Only two days to go

It’s only two days until D-Wave Systems demonstrates their 16-bit ‘quantum computer’. This has stirred up quite a bit of talk recently. Although in all fairness I ought to give them the benefit of the doubt and wait until the demonstration before passing judgement, I’m not going to. In my mind, without knowing any technical details, I think it’s almost a certainty that this demonstration will be discredited. There are three main reasons for this:

1. If they do successfully demonstrate a 16-bit quantum computer, it means this small upstart company with a hand full of people will have successfully developed technology decades ahead of the entire academic community combined. I think this is quite unlikely.

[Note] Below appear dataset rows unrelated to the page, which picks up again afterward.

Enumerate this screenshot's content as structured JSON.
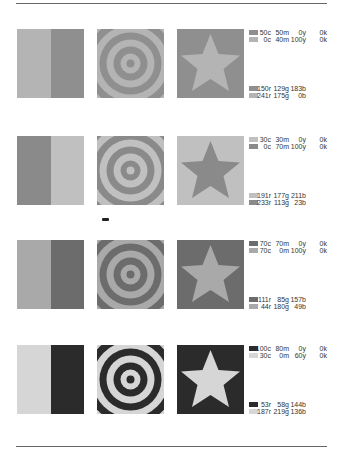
{
  "rows": [
    {
      "colorA": "#8f8f8f",
      "colorB": "#b4b4b4",
      "cmyk": [
        {
          "swatch": "A",
          "c": "50c",
          "m": "50m",
          "y": "0y",
          "k": "0k"
        },
        {
          "swatch": "B",
          "c": "0c",
          "m": "40m",
          "y": "100y",
          "k": "0k"
        }
      ],
      "rgb": [
        {
          "swatch": "A",
          "r": "150r",
          "g": "129g",
          "b": "183b"
        },
        {
          "swatch": "B",
          "r": "241r",
          "g": "175g",
          "b": "0b"
        }
      ]
    },
    {
      "colorA": "#c0c0c0",
      "colorB": "#8a8a8a",
      "cmyk": [
        {
          "swatch": "A",
          "c": "30c",
          "m": "30m",
          "y": "0y",
          "k": "0k"
        },
        {
          "swatch": "B",
          "c": "0c",
          "m": "70m",
          "y": "100y",
          "k": "0k"
        }
      ],
      "rgb": [
        {
          "swatch": "A",
          "r": "191r",
          "g": "177g",
          "b": "211b"
        },
        {
          "swatch": "B",
          "r": "233r",
          "g": "113g",
          "b": "23b"
        }
      ]
    },
    {
      "colorA": "#6c6c6c",
      "colorB": "#a9a9a9",
      "cmyk": [
        {
          "swatch": "A",
          "c": "70c",
          "m": "70m",
          "y": "0y",
          "k": "0k"
        },
        {
          "swatch": "B",
          "c": "70c",
          "m": "0m",
          "y": "100y",
          "k": "0k"
        }
      ],
      "rgb": [
        {
          "swatch": "A",
          "r": "111r",
          "g": "85g",
          "b": "157b"
        },
        {
          "swatch": "B",
          "r": "44r",
          "g": "180g",
          "b": "49b"
        }
      ]
    },
    {
      "colorA": "#2b2b2b",
      "colorB": "#d6d6d6",
      "cmyk": [
        {
          "swatch": "A",
          "c": "100c",
          "m": "80m",
          "y": "0y",
          "k": "0k"
        },
        {
          "swatch": "B",
          "c": "30c",
          "m": "0m",
          "y": "60y",
          "k": "0k"
        }
      ],
      "rgb": [
        {
          "swatch": "A",
          "r": "53r",
          "g": "58g",
          "b": "144b"
        },
        {
          "swatch": "B",
          "r": "187r",
          "g": "219g",
          "b": "136b"
        }
      ]
    }
  ]
}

2. The researchers at D-Wave, to my knowledge, have failed to demonstrate quantum coherence in their system, which rules out quantum computation.

3. D-Wave has provided no details into the working of their system. While you could argue that, being a company, this is to protect their ideas, there are plenty of details that could easily be provided that would confirm functionality without compromising their ideas. For example, quantum state or process reconstructions could easily demonstrate the existence of entanglement and quantum coherence without compromising intellectual property.

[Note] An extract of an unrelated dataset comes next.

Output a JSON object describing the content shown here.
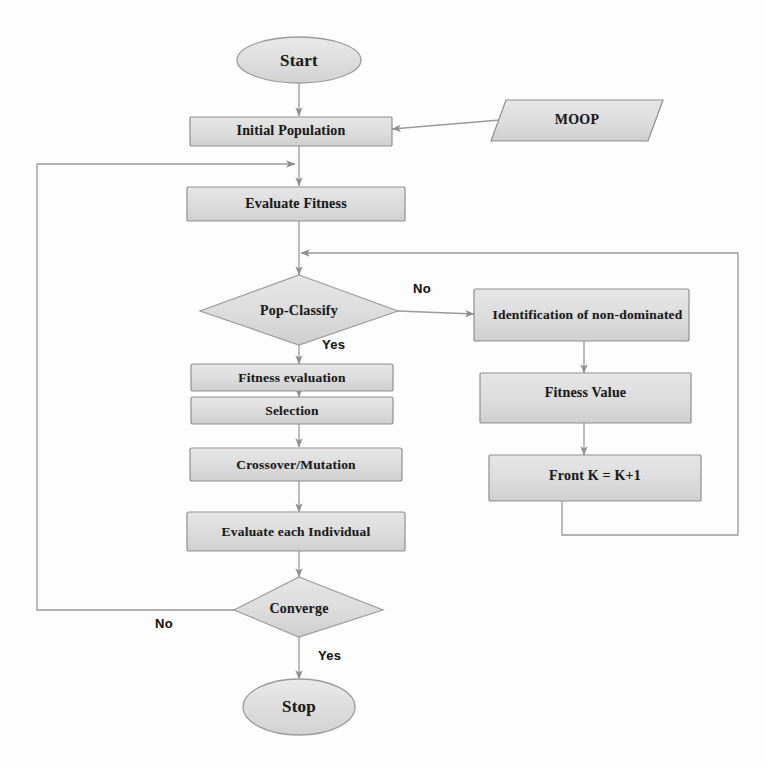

4. D-Wave repeatedly makes dubious claims about the type of problems their computers can solve, claiming they are suitable for solving NP-complete problems, which contradicts what is commonly believed by the rest of the scientific community.

In summary, I think it’s extremely unlikely that what D-Wave will demonstrate will be a quantum computer. What I think is likely is that their machine is, in effect, an analogue computer, the happens to produce the desired results in certain situations.